Adam Sisman

A complex, driven, unhappy man: the truth about John le Carré

The author's private life, revealed in letters and a kiss-and-tell

(Credit: Getty images)

It is often said that the age of letter-writing is past. This forecast seems to me premature. I have edited three volumes of letters, in each case by writers labelled (though not by me) as ‘the last of their kind’. Yet here is another one, and I feel confident that more will follow. Few now write letters, but those who still do tend to take care what they write. And it will be some decades before we have used up the legacy of the living.

John le Carré, who died almost two years ago at the age of 89, was one such. His work is likely to be reassessed over the next few years and his place in the canon is not yet secure. But he is undoubtedly the pre-eminent spy writer of modern times, and arguably the definitive chronicler of the Cold War. At his peak he was very good indeed. Philip Roth judged A Perfect Spy (1985) to be ‘the best English novel since the war’. As a novelist, le Carré aimed high, with Dickens as one of his models. Writing mattered to him perhaps more than anything else.

So it is no surprise to find his letters well-written and entertaining. In them he is by turns affectionate, touchy, encouraging, witty, self-deprecating, egotistical, kind and even (as a young man) camp. The letters provide a narrative of his life from schooldays onwards, so that it is possible to read this book as a form of autobiography – though readers should be cautious of believing everything he writes.

For one thing, he is looking over his shoulder to posterity, almost from the start. ‘I have decided to cultivate that intense, worried look and to start writing brilliant, untidy letters for future biographers,’ he writes, while he is still an obscure crime writer yet to taste success. Like a number of the other letters in this volume, this one is illustrated with a clever cartoon, a distinct bonus for the reader. (To my regret, he refused to allow me to use any of these in my biography, published in 2015.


The task: Every line of the entries with the word "annotation" in it should be shown.
* * * * *
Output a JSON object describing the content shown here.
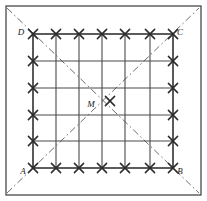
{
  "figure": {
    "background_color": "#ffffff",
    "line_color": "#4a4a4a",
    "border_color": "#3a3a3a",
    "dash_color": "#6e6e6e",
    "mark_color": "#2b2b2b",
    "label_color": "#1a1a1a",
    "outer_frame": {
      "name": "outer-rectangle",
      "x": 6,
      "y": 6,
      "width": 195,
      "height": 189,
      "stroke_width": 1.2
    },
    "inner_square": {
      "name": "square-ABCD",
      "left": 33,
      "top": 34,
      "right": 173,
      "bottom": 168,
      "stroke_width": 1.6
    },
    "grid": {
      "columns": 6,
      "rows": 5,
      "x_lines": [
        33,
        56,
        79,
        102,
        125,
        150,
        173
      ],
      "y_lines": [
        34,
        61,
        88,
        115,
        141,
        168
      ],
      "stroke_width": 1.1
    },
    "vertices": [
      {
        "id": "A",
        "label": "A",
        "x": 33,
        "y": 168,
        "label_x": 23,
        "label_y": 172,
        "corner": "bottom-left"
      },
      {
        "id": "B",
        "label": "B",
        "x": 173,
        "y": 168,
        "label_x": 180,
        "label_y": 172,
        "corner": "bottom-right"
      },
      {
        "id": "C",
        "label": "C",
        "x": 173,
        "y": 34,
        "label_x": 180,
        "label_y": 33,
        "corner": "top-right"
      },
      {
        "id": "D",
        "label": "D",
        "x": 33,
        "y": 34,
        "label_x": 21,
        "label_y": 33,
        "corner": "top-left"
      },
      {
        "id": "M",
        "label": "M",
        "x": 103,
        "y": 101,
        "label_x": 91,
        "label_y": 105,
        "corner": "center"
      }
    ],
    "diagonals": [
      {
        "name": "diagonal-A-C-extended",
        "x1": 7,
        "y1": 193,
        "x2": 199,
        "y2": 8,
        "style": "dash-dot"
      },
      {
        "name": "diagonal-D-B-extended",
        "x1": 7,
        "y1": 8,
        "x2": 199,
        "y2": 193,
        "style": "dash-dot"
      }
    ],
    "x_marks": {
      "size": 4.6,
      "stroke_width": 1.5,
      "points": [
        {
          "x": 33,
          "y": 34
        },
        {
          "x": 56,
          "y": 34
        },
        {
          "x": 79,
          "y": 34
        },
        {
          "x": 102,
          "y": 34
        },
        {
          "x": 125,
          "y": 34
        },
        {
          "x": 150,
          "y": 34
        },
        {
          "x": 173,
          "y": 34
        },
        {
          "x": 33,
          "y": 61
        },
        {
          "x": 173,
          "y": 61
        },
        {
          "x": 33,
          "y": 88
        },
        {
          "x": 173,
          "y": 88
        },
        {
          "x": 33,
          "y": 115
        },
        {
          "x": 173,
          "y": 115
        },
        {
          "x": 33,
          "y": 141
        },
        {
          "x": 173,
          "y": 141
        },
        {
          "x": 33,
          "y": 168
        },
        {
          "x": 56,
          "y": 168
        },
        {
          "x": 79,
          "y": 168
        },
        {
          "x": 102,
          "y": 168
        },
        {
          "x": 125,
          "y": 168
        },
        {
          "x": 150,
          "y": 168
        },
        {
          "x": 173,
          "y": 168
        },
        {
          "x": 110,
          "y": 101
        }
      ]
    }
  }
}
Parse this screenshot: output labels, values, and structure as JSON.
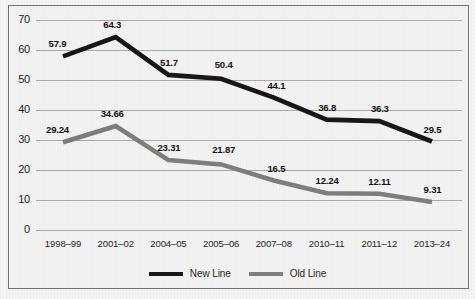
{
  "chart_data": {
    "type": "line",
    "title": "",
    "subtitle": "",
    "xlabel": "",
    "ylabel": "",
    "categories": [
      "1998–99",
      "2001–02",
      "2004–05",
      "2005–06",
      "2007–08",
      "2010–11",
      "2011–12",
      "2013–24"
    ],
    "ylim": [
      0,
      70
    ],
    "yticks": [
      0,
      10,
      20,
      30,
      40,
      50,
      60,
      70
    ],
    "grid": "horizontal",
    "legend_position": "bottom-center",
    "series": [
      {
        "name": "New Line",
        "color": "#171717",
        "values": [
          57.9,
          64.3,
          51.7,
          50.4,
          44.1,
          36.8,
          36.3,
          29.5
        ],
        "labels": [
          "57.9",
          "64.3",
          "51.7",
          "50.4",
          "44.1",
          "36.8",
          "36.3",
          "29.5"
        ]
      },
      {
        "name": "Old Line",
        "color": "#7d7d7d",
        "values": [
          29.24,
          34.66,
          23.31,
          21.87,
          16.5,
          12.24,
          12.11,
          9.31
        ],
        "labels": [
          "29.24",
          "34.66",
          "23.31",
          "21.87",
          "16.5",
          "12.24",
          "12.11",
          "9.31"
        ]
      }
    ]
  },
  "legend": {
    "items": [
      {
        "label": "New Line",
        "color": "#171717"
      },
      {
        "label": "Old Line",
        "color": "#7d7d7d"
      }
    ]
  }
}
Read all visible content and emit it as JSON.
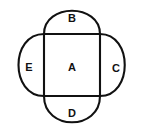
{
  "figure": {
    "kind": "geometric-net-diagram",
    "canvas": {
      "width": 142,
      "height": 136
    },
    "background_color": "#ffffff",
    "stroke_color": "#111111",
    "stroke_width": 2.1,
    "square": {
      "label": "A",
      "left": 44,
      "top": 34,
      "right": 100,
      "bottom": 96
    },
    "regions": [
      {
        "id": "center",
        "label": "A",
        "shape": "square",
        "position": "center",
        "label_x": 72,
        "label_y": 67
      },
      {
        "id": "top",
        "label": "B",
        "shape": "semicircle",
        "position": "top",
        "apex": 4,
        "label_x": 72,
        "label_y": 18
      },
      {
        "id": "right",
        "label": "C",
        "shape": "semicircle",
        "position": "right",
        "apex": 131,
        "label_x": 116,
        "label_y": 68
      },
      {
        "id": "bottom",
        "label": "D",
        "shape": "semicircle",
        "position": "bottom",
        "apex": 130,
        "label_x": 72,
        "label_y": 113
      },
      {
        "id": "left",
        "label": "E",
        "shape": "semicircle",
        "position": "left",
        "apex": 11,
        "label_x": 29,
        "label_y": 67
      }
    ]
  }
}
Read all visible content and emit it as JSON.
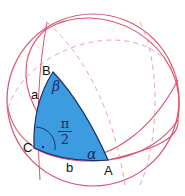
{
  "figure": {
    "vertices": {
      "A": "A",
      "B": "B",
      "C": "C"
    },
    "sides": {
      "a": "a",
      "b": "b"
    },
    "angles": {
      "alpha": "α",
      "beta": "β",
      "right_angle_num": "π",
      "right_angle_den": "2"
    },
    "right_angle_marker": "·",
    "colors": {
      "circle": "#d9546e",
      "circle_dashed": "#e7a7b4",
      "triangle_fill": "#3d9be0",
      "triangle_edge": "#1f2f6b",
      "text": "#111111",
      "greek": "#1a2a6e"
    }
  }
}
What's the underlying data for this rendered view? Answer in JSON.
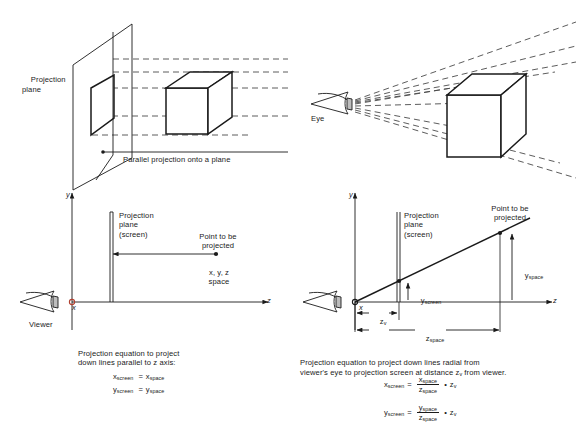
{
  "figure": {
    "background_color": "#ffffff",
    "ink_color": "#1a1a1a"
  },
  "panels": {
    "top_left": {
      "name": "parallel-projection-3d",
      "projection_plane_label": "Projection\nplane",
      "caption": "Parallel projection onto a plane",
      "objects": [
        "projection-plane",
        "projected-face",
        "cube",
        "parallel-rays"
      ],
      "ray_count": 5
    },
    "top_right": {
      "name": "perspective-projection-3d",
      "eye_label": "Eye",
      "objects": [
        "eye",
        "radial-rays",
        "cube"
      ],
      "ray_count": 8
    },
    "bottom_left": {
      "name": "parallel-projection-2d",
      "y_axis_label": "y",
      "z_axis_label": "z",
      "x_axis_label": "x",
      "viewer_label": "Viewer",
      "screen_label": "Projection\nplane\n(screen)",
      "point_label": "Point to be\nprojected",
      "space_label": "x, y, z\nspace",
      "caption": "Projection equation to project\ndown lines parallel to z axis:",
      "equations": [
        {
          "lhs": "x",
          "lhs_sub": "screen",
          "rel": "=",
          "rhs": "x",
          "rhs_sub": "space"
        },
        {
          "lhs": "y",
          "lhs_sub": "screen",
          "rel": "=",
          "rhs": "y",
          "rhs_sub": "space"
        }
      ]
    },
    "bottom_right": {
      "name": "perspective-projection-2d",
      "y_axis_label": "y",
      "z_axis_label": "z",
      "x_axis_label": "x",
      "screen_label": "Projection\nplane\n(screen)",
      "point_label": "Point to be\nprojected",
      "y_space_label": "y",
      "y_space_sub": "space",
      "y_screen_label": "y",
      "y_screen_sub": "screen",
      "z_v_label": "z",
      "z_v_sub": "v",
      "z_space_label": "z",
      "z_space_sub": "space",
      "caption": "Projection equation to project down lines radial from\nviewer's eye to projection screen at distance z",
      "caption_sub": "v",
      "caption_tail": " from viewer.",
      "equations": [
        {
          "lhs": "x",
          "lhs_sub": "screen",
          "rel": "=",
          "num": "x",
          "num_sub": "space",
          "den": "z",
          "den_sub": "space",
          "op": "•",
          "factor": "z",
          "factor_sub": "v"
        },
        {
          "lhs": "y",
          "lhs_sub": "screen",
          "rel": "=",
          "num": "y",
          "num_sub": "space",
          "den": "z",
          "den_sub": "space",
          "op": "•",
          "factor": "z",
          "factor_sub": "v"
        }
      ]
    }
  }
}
* * * * *
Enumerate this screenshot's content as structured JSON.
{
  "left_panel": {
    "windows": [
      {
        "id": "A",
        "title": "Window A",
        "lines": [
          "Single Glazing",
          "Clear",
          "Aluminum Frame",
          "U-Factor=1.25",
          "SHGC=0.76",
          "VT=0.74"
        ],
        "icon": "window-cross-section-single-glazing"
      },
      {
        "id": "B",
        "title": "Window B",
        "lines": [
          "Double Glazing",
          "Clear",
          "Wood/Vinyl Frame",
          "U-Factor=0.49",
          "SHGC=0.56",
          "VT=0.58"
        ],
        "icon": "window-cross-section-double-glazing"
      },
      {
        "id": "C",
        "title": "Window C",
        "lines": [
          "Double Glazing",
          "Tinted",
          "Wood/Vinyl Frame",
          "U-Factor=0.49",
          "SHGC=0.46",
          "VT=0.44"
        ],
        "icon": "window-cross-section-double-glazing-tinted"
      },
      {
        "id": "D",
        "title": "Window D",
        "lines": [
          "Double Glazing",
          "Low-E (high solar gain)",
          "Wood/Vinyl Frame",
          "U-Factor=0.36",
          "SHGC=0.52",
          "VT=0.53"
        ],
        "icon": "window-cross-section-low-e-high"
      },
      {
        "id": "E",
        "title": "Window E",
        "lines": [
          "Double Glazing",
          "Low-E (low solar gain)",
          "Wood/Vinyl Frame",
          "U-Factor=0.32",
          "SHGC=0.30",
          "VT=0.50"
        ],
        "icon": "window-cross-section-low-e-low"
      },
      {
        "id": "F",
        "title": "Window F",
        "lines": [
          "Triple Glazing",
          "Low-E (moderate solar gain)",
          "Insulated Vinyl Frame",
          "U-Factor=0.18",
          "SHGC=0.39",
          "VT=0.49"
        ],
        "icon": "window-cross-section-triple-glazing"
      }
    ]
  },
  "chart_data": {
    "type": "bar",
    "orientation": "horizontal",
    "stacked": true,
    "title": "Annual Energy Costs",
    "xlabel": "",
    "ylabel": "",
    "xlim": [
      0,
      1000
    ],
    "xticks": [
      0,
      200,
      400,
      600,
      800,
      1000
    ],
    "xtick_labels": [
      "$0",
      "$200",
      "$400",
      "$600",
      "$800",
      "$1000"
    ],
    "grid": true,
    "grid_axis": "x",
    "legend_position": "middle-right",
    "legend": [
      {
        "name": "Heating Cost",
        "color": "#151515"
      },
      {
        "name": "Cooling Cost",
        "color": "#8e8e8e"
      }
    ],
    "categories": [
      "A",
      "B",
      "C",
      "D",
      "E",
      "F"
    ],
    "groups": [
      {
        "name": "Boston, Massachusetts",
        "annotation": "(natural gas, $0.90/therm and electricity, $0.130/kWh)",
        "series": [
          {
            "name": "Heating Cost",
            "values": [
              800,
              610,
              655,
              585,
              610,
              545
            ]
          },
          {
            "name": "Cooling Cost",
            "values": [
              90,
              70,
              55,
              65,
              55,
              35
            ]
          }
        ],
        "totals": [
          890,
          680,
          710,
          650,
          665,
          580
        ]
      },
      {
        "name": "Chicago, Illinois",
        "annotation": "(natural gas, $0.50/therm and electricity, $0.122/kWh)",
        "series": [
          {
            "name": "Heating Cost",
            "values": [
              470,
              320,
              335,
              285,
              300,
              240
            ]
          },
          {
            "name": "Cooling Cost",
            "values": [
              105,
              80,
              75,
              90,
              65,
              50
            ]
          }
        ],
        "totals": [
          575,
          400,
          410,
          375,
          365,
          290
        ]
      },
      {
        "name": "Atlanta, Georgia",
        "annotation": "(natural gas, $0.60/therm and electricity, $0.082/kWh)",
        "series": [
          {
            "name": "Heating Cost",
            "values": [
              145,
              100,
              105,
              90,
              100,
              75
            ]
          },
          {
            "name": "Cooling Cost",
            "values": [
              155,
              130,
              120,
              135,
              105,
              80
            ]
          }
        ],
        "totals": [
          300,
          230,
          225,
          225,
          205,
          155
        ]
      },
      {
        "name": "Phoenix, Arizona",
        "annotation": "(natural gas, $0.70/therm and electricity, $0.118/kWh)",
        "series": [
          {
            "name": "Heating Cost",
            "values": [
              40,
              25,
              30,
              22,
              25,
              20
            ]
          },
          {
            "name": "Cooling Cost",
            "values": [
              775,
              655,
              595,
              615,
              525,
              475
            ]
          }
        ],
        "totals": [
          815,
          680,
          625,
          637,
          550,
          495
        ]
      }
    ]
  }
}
* * * * *
Output:
        "annotation": "(natural gas, $0.90/therm and electricity, $0.130/kWh)",
        "annotation": "(natural gas, $0.50/therm and electricity, $0.122/kWh)",
        "annotation": "(natural gas, $0.60/therm and electricity, $0.082/kWh)",
        "annotation": "(natural gas, $0.70/therm and electricity, $0.118/kWh)",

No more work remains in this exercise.